Given data:
=== Begin Enclosure ===
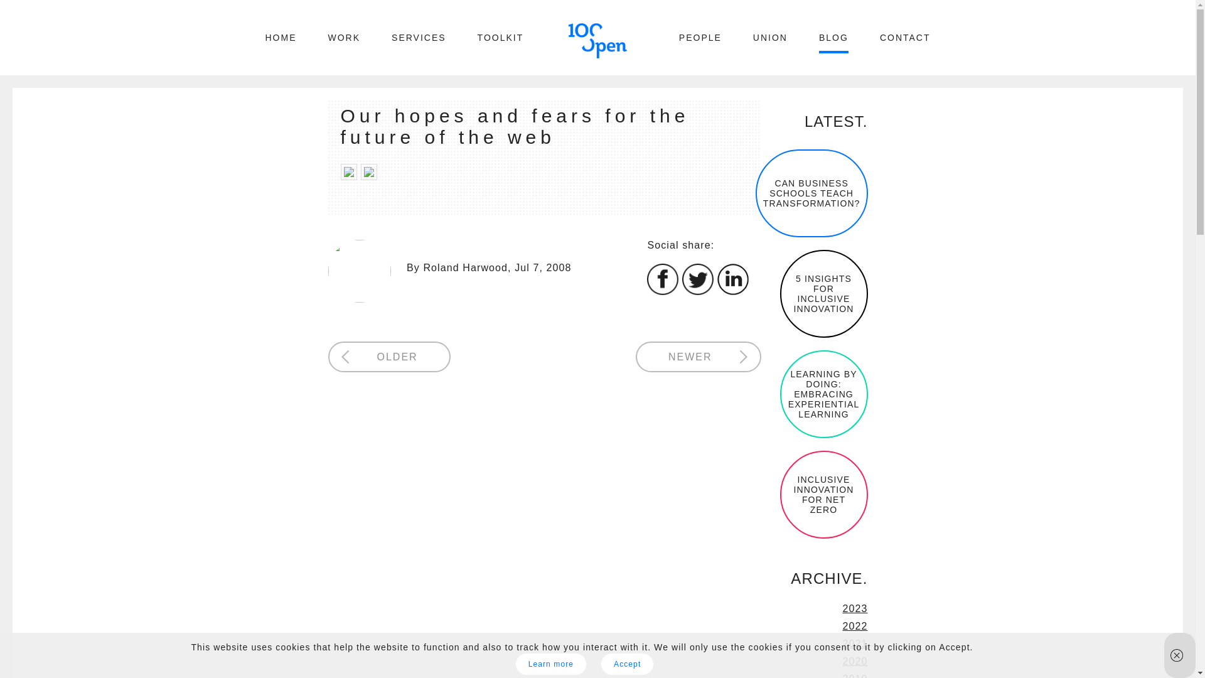  I want to click on CAN BUSINESS SCHOOLS TEACH TRANSFORMATION?, so click(811, 193).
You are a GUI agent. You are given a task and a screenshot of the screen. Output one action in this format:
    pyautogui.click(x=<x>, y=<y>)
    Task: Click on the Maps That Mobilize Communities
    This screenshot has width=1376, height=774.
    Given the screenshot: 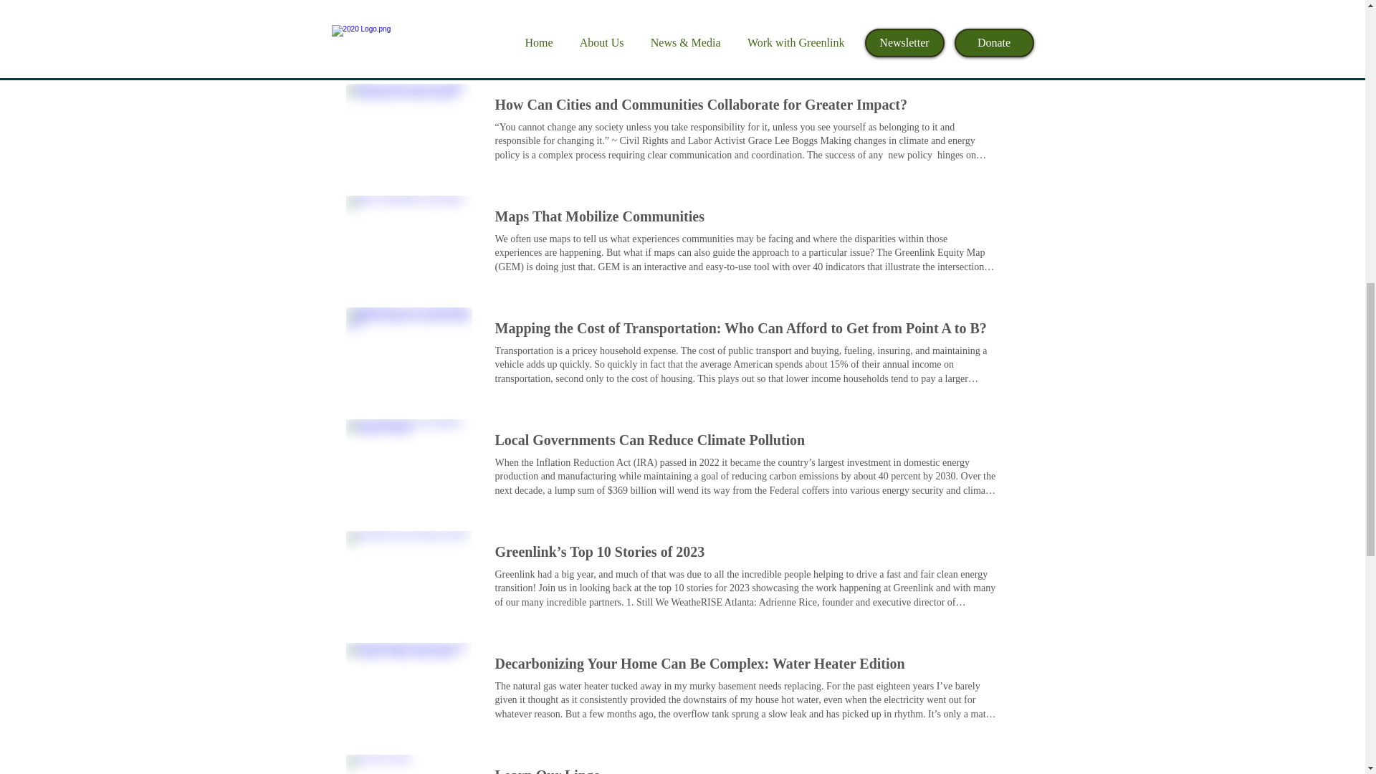 What is the action you would take?
    pyautogui.click(x=598, y=216)
    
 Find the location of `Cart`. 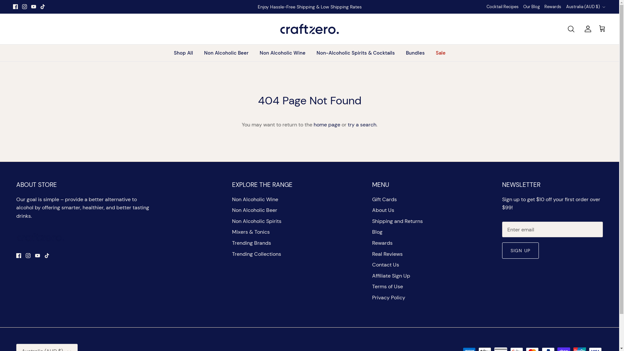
=== End Enclosure ===
Activity:
Could you restate word for word the lines above from the one containing "You are a GUI" through the one containing "This screenshot has", both included, and nothing else?

Expected answer:
You are a GUI agent. You are given a task and a screenshot of the screen. Output one action in this format:
    pyautogui.click(x=<x>, y=<y>)
    Task: Click on the Maps That Mobilize Communities
    This screenshot has width=1376, height=774.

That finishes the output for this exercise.